ROCKLAND, Maine — A 40-year-old Cushing man was sentenced Tuesday to serve four years in prison for his role in a Union home invasion.
The attorney for Paul A. Milardo said his client participated in the robbery last year to feed his drug addiction resulting from a medical condition that left him bedridden for four months.
Justice Jeffrey Hjelm sentenced Milardo to 10 years in prison with all but four years suspended. Milardo also will be placed on probation for four years upon his release.
Assistant District Attorney Christopher Fernald said the victim in the robbery supported the sentence agreement reached between the prosecution and defense.
Milardo and the victim knew each other, Fernald said. Milardo was at the victim’s home in August 2013 when another man forced his way inside, and armed with a gun, stole money and oxycodone prescribed to the victim. The victim initially refused to cooperate and was struck in the back of the head with the gun. The armed man then forced the victim into the bathroom.
The victim said he called out to Milardo to see if he was safe but heard no response and came out of the bathroom to find that both the armed man and Milardo were gone, Fernald told the judge.
Police stopped the vehicle, driven by Milardo, a short time later in Wiscasset after a brief chase, the prosecutor said. The money, oxycodone and about $4,700 taken from two strong boxes at the victim’s home were recovered from the vehicle.
Milardo confessed his role, saying he and co-defendant David A. Williams Jr., 24, of Middletown, Conn., had planned the crime and that Milardo texted Williams when it was time to commit the robbery, Fernald said.
Defense attorney Eric “Rick” Morse said Milardo never intended for his friend to be harmed. The victim suffered cuts to his head, knees, elbows and back. The gun was an air pistol, he said. Fernald acknowledged that no weapon was found but a receipt for an air gun was located in the vehicle.
Milardo participated in the robbery because he had become addicted to drugs again, Morse said. His client had been bedridden for three months with serious cellulitis on a leg and had feared he would lose the leg. During this time, Milardo became addicted again to opiates, Morse said.
Milardo had drug convictions from 2004 through 2006 but no criminal offenses for the subsequent seven years, Fernald said.
Morse said the victim has supplied drugs to his client.
But Fernald said that was only Milardo’s contention and that the victim has not been charged nor is there an investigation into him.
Morse said Milardo is an incredibly talented man who worked as a chef.
“His drug addiction keeps pulling him back into the criminal justice system,” Morse said.
A charge of eluding an officer and reckless conduct were dismissed. Morse said that his client delayed stopping the vehicle as they were being chased by police so that he could have time to talk down Williams, who was considering challenging the officers instead of surrendering.
Williams is free on bail pending resolution of his case. Milardo has been held in jail since his arrest.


WHAT IS BEING ASKED
Copy the entries without a single change. Pictures should be dropped.

DATA SHOWN
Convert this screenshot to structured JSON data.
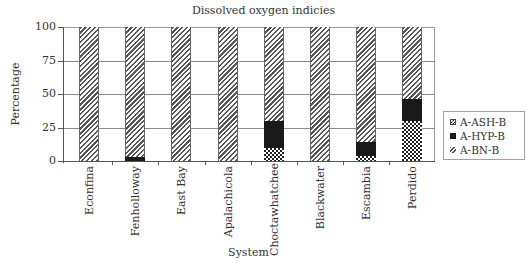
{
  "chart_data": {
    "type": "bar",
    "stacked": true,
    "title": "Dissolved oxygen indicies",
    "xlabel": "System",
    "ylabel": "Percentage",
    "ylim": [
      0,
      100
    ],
    "yticks": [
      "0",
      "25",
      "50",
      "75",
      "100"
    ],
    "grid": true,
    "legend_position": "right",
    "categories": [
      "Econfina",
      "Fenholloway",
      "East Bay",
      "Apalachicola",
      "Choctawhatchee",
      "Blackwater",
      "Escambia",
      "Perdido"
    ],
    "series": [
      {
        "name": "A-ASH-B",
        "pattern": "checkered",
        "values": [
          0,
          0,
          0,
          0,
          10,
          0,
          4,
          30
        ]
      },
      {
        "name": "A-HYP-B",
        "pattern": "solid-black",
        "values": [
          0,
          3,
          0,
          0,
          20,
          0,
          10,
          16
        ]
      },
      {
        "name": "A-BN-B",
        "pattern": "diagonal-hatch",
        "values": [
          100,
          97,
          100,
          100,
          70,
          100,
          86,
          54
        ]
      }
    ]
  }
}
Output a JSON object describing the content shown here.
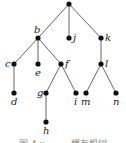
{
  "diagram": {
    "type": "rooted-tree",
    "nodes": [
      {
        "id": "root",
        "label": "",
        "x": 69,
        "y": 4
      },
      {
        "id": "b",
        "label": "b",
        "x": 38,
        "y": 38
      },
      {
        "id": "j",
        "label": "j",
        "x": 69,
        "y": 38
      },
      {
        "id": "k",
        "label": "k",
        "x": 101,
        "y": 38
      },
      {
        "id": "c",
        "label": "c",
        "x": 14,
        "y": 64
      },
      {
        "id": "e",
        "label": "e",
        "x": 38,
        "y": 64
      },
      {
        "id": "f",
        "label": "f",
        "x": 61,
        "y": 64
      },
      {
        "id": "l",
        "label": "l",
        "x": 101,
        "y": 64
      },
      {
        "id": "d",
        "label": "d",
        "x": 14,
        "y": 93
      },
      {
        "id": "g",
        "label": "g",
        "x": 46,
        "y": 93
      },
      {
        "id": "i",
        "label": "i",
        "x": 76,
        "y": 93
      },
      {
        "id": "m",
        "label": "m",
        "x": 86,
        "y": 93
      },
      {
        "id": "n",
        "label": "n",
        "x": 116,
        "y": 93
      },
      {
        "id": "h",
        "label": "h",
        "x": 46,
        "y": 122
      }
    ],
    "edges": [
      [
        "root",
        "b"
      ],
      [
        "root",
        "j"
      ],
      [
        "root",
        "k"
      ],
      [
        "b",
        "c"
      ],
      [
        "b",
        "e"
      ],
      [
        "b",
        "f"
      ],
      [
        "k",
        "l"
      ],
      [
        "c",
        "d"
      ],
      [
        "f",
        "g"
      ],
      [
        "f",
        "i"
      ],
      [
        "l",
        "m"
      ],
      [
        "l",
        "n"
      ],
      [
        "g",
        "h"
      ]
    ]
  },
  "labels": {
    "b": "b",
    "j": "j",
    "k": "k",
    "c": "c",
    "e": "e",
    "f": "f",
    "l": "l",
    "d": "d",
    "g": "g",
    "i": "i",
    "m": "m",
    "n": "n",
    "h": "h"
  },
  "caption": "图 4.x      一棵有根树"
}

WRITTEN RESPONSE
Convert this screenshot to structured JSON data.
{
  "chart_data": {
    "type": "bar",
    "stacked": true,
    "title": "Dissolved oxygen indicies",
    "xlabel": "System",
    "ylabel": "Percentage",
    "ylim": [
      0,
      100
    ],
    "yticks": [
      "0",
      "25",
      "50",
      "75",
      "100"
    ],
    "grid": true,
    "legend_position": "right",
    "categories": [
      "Econfina",
      "Fenholloway",
      "East Bay",
      "Apalachicola",
      "Choctawhatchee",
      "Blackwater",
      "Escambia",
      "Perdido"
    ],
    "series": [
      {
        "name": "A-ASH-B",
        "pattern": "checkered",
        "values": [
          0,
          0,
          0,
          0,
          10,
          0,
          4,
          30
        ]
      },
      {
        "name": "A-HYP-B",
        "pattern": "solid-black",
        "values": [
          0,
          3,
          0,
          0,
          20,
          0,
          10,
          16
        ]
      },
      {
        "name": "A-BN-B",
        "pattern": "diagonal-hatch",
        "values": [
          100,
          97,
          100,
          100,
          70,
          100,
          86,
          54
        ]
      }
    ]
  }
}
Output a JSON object describing the content shown here.
{
  "diagram": {
    "type": "rooted-tree",
    "nodes": [
      {
        "id": "root",
        "label": "",
        "x": 69,
        "y": 4
      },
      {
        "id": "b",
        "label": "b",
        "x": 38,
        "y": 38
      },
      {
        "id": "j",
        "label": "j",
        "x": 69,
        "y": 38
      },
      {
        "id": "k",
        "label": "k",
        "x": 101,
        "y": 38
      },
      {
        "id": "c",
        "label": "c",
        "x": 14,
        "y": 64
      },
      {
        "id": "e",
        "label": "e",
        "x": 38,
        "y": 64
      },
      {
        "id": "f",
        "label": "f",
        "x": 61,
        "y": 64
      },
      {
        "id": "l",
        "label": "l",
        "x": 101,
        "y": 64
      },
      {
        "id": "d",
        "label": "d",
        "x": 14,
        "y": 93
      },
      {
        "id": "g",
        "label": "g",
        "x": 46,
        "y": 93
      },
      {
        "id": "i",
        "label": "i",
        "x": 76,
        "y": 93
      },
      {
        "id": "m",
        "label": "m",
        "x": 86,
        "y": 93
      },
      {
        "id": "n",
        "label": "n",
        "x": 116,
        "y": 93
      },
      {
        "id": "h",
        "label": "h",
        "x": 46,
        "y": 122
      }
    ],
    "edges": [
      [
        "root",
        "b"
      ],
      [
        "root",
        "j"
      ],
      [
        "root",
        "k"
      ],
      [
        "b",
        "c"
      ],
      [
        "b",
        "e"
      ],
      [
        "b",
        "f"
      ],
      [
        "k",
        "l"
      ],
      [
        "c",
        "d"
      ],
      [
        "f",
        "g"
      ],
      [
        "f",
        "i"
      ],
      [
        "l",
        "m"
      ],
      [
        "l",
        "n"
      ],
      [
        "g",
        "h"
      ]
    ]
  },
  "labels": {
    "b": "b",
    "j": "j",
    "k": "k",
    "c": "c",
    "e": "e",
    "f": "f",
    "l": "l",
    "d": "d",
    "g": "g",
    "i": "i",
    "m": "m",
    "n": "n",
    "h": "h"
  },
  "caption": "图 4.x      一棵有根树"
}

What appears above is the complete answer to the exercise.